6.0 COST ANALYSIS This section will present the data sources, cost assumptions and unit costs for proposed treatments. Actual cost estimates are included in Appendix 6. The cost estimates do not include those costs already covered by the EPA’s Proposed Plan for remediation. As discussed in Section 5, some of the EPA’s proposed treatments are not necessary, or used in this CRP. The exact cost differences are not possible to determine, however, by comparing the cost estimates presented in Appendix 6 with those from the EPA proposed remediation plan, this differences may be estimated.

This section includes a discussion of how the costs were developed for the restoration cost estimate. More specifically, general information related to cost sources, assumptions, unit costs and contingencies is provided.

It is recognized that landowner cooperation and approval will be necessary in order to assure the success of this restoration project. These cost estimates, however, do not include the costs of land or easements, which may be necessary or appropriate to facilitate the project. These cost estimates also do not include the costs of building a replica of the powerhouse, although this is also contemplated as part of this plan.

6.1 COST DISCUSSION FOR CHANNEL AND STRUCTURE PROPOSALS

SOURCES OF INFORMATION The Option 3 Cost Estimate prepared by the USACE was used as a baseline for WCI’s restoration cost estimate for reach CFR2 and portions of reaches CFR1 and BFR1. WCI’s estimate includes costs for three additional reaches, BFR2, CFR3 and CFR4 as well as the remainder of reaches BFR 1 and CFR1. As discussed in Section 2.0, it was determined that the construction of the additional reaches is essential to providing a long-term, comprehensive restoration plan.

Other available information used for the restoration cost estimate included the Draft Sediment/Dam Removal Cost Estimate Report for the Milltown Reservoir Site prepared by EMC2 dated August 13, 2002. From this report, a topographic map of the site after sediment removal was obtained and used to estimate cut/fill quantities for the restoration cost estimate.
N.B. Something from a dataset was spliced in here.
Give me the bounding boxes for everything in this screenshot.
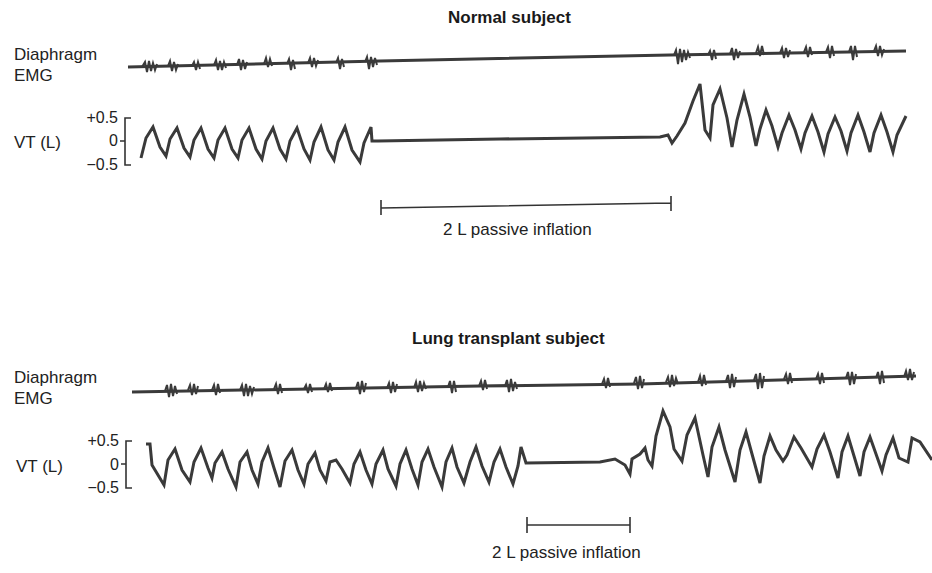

In addition, the Clark Fork and Blackfoot Rivers Channel Cross-Section Surveys by Land and Water Consulting, Inc. dated February 1997 was also used to estimate cut/fill quantities. Estimates for re-vegetation and structures were based on WCI’s experience with projects on rivers of similar size and complexity.

Whenever possible, unit costs estimated with the USACE Tri-Service Cost Engineering System (TRACES) Project MLTN21 (12/02) were used in the CRP cost estimation. The summary of costs provided by the USACE Government Estimate Total Costs for Option 3- Cost Estimate (12/2002) was used to as a pattern to provide the estimated costs for the CRP.

The Focused Feasibility Study (FFS, June 2001) estimates the total cost for removing Milltown Dam, powerhouse and all associated structures at $5,096,085 without contingency; this cost was used in the CRP Cost Estimate because the CRP calls for the removal of all these structures. The cost of removing the dam spillway and radial gate, along with some of the mitigation measures necessary to remove the spillway, are included in the EPA remediation plan. Therefore, it is recognized that there is some duplication of costs in the two plans, which can be accounted for if the two plans are integrated as one plan.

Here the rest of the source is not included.